Warnings, Promises, or Commands
- Do not read Jesus' prayer promises as guarantees of any outcome we desire. - Do not treat God as though he must be worn down like the reluctant friend in the parable. - Do not explain away Jesus' works when they clearly testify to God's power and kingdom. - Do not assume outward moral improvement means true spiritual safety. - Do not mistake admiration for Jesus, family connection, or religious privilege for obedient faith. - Do not demand more proof while refusing the revelation already given in Christ. - Do not presume to stand in the middle
- failure to align with Jesus is opposition.

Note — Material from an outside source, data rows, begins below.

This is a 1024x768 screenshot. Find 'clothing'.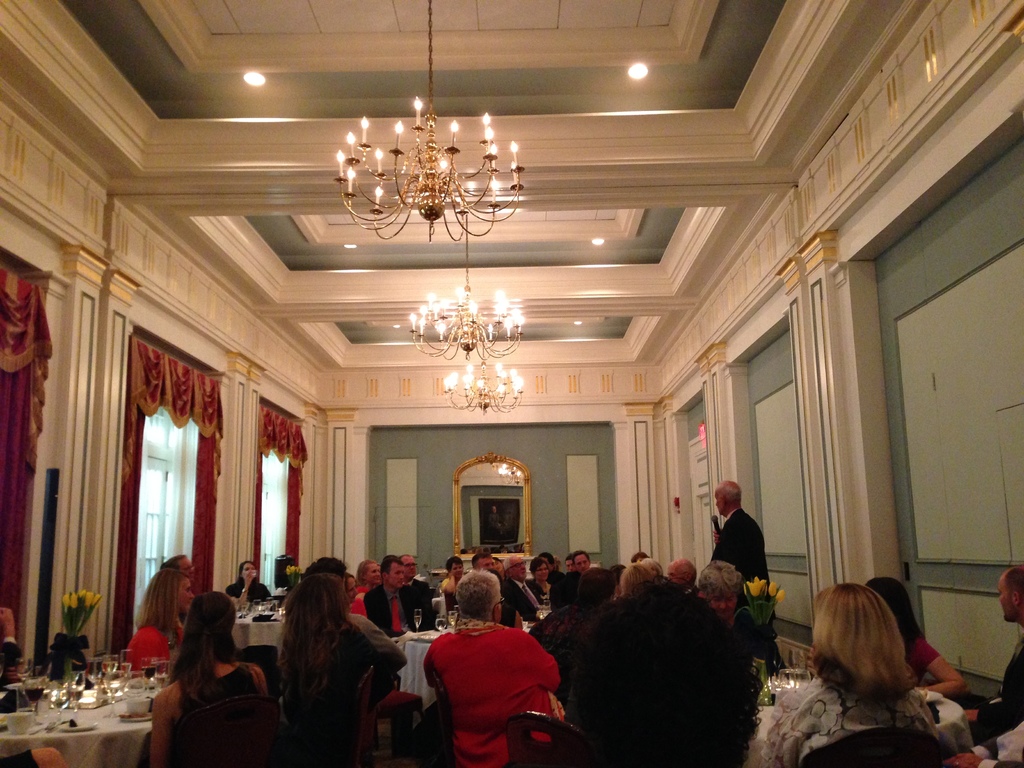
Bounding box: left=900, top=634, right=932, bottom=689.
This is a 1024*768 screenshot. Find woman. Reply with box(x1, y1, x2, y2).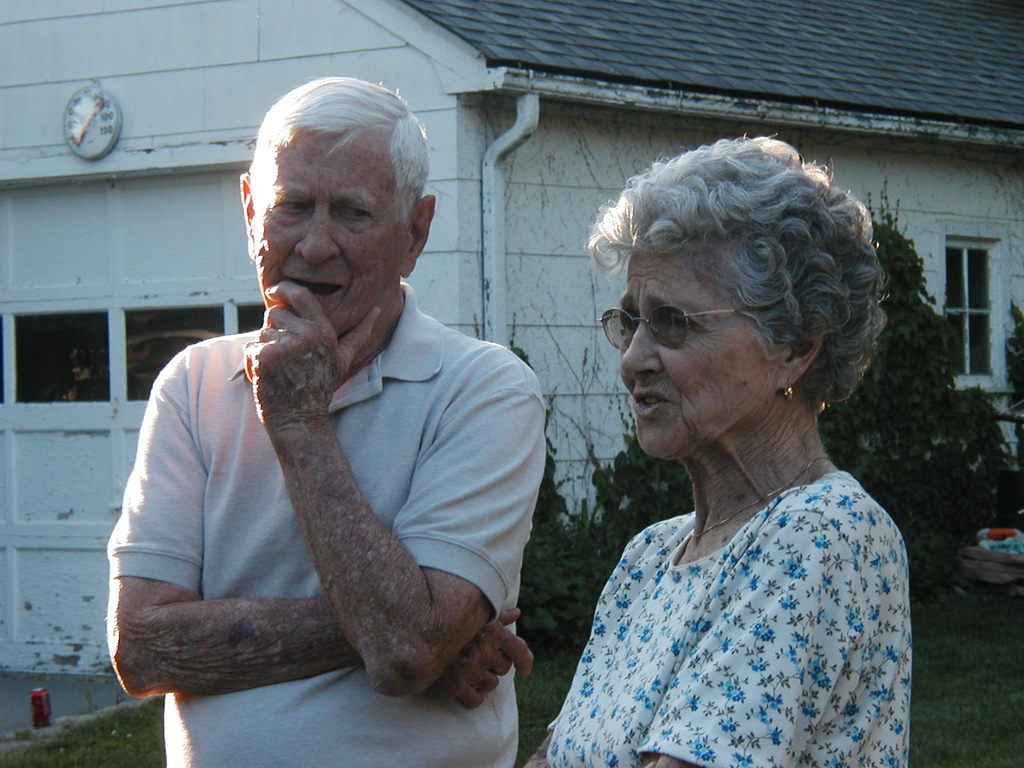
box(527, 116, 949, 767).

How This Fits in God’s Plan
Luke ties prayer, exorcism, Jonah, and light together by one issue: whether people recognize and yield to God's reign now confronting them in Jesus. The prayer is corporate and kingdom-first, not a private technique for obtaining outcomes. The Beelzebul dispute assumes an apocalyptic conflict frame in which exorcism signals divine rule invading hostile territory. Jonah, Nineveh, and the queen of the South function as covenant-shaming witnesses: outsiders responded to lesser revelation, while Jesus' generation resists greater light. The closing lamp/eye sayings therefore diagnose not lack of evidence but diseased perception.
Simple Application
- Pray in a God-centered way: for the Father's name to be honored and his kingdom to come. - Bring daily needs to God with humble dependence. - Practice forgiving others as those who seek God's forgiveness. - Keep asking, seeking, and knocking with confidence in the Father's goodness. - Ask especially for the Holy Spirit, God's chief good gift. - Recognize Jesus' works as evidence of God's kingdom and respond with faith. - Do not settle for outward order; pursue real obedience and wholehearted allegiance to Christ. - Measure blessedness by hearing and obeying God's word, not by outward religious status. - Receive the light God has given in Jesus instead of delaying repentance.